Terrance: Yes, and the last thing I got was two photos outside a coffee shop, with gorgeous scenery that had me sitting by my phone waiting for more. I did not get more

Mason thumbed through his photos and sent a few.

Terrance: Excellent! Is she okay with using these?

Mason: Sure

Nonna returned with their dessert, and he was about to put the phone away when he got another notification. A Highland Fling had just been delivered to his audio library.

He smiled, pocketed the phone, and dug into his cake. Guess he knew what he was doing this evening.

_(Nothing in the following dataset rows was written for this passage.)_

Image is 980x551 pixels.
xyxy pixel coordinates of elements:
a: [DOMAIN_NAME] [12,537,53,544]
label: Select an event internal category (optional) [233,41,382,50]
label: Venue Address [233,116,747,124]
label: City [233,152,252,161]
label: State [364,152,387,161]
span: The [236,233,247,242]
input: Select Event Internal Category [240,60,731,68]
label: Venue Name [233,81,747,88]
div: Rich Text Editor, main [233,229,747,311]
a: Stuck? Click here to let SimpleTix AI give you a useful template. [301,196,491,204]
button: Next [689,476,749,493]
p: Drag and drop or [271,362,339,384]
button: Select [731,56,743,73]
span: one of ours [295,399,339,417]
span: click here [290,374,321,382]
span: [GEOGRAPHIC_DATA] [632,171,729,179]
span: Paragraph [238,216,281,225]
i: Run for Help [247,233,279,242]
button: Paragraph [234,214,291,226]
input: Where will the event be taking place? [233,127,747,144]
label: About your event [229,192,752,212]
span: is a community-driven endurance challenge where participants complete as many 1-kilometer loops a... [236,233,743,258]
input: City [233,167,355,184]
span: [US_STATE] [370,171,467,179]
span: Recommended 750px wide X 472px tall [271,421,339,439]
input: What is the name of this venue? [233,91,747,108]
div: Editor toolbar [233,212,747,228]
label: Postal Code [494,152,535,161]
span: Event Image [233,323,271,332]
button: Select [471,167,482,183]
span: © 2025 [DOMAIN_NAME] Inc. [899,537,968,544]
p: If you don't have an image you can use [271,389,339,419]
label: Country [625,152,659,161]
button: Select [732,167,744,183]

Mason found a pair of earbuds in his jacket, so he started listening to the audiobook as soon as he left the restaurant. Yeah, having headphones on while driving a motorcycle wasn’t safe, but he couldn’t help himself.

By the time he got to his condo, he was a little confused.

The book was good, obviously. He knew nothing about eighteenth-century Scotland, but Gemma took him there.

By the time he was a half hour into the story, he was immersed in historical Scotland while being whisked along in an action-packed story about a young woman traveling alone through the Highlands, a governess who’d been going to meet her new charge when her coach driver turned out to be a grifter who stole everything she had and left her by the roadside.

That was all good. The confusing part was that he expected he’d have met the main character by now, but there was just this young woman, crying at the roadside in her tattered gown.

That was not Gemma. Gemma would have grabbed the reins, twisted them around the coach driver’s neck, and left him by the roadside.

Then along came this total asshole who gave the young woman shit for flagging him down.

Okay, at first, he mistook her for a thief, but even once that was cleared up, he kept going on about how he had an important meeting because he was an important guy, and sure, he eventually let her ride in his carriage, but he made a big deal out of it, like he was doing her such a favor.

Then it turned out that he was the guy whose children she was going to be governess-ing. Which meant she was stuck with this asshole.

Wait, this asshole’s name was Laird Argyle. Wasn’t that…?

Nah, couldn’t be.

Still, he was confused. This wasn’t the first romance he’d read, and he was pretty sure you usually met the main couple right up front. Gemma must be doing it differently.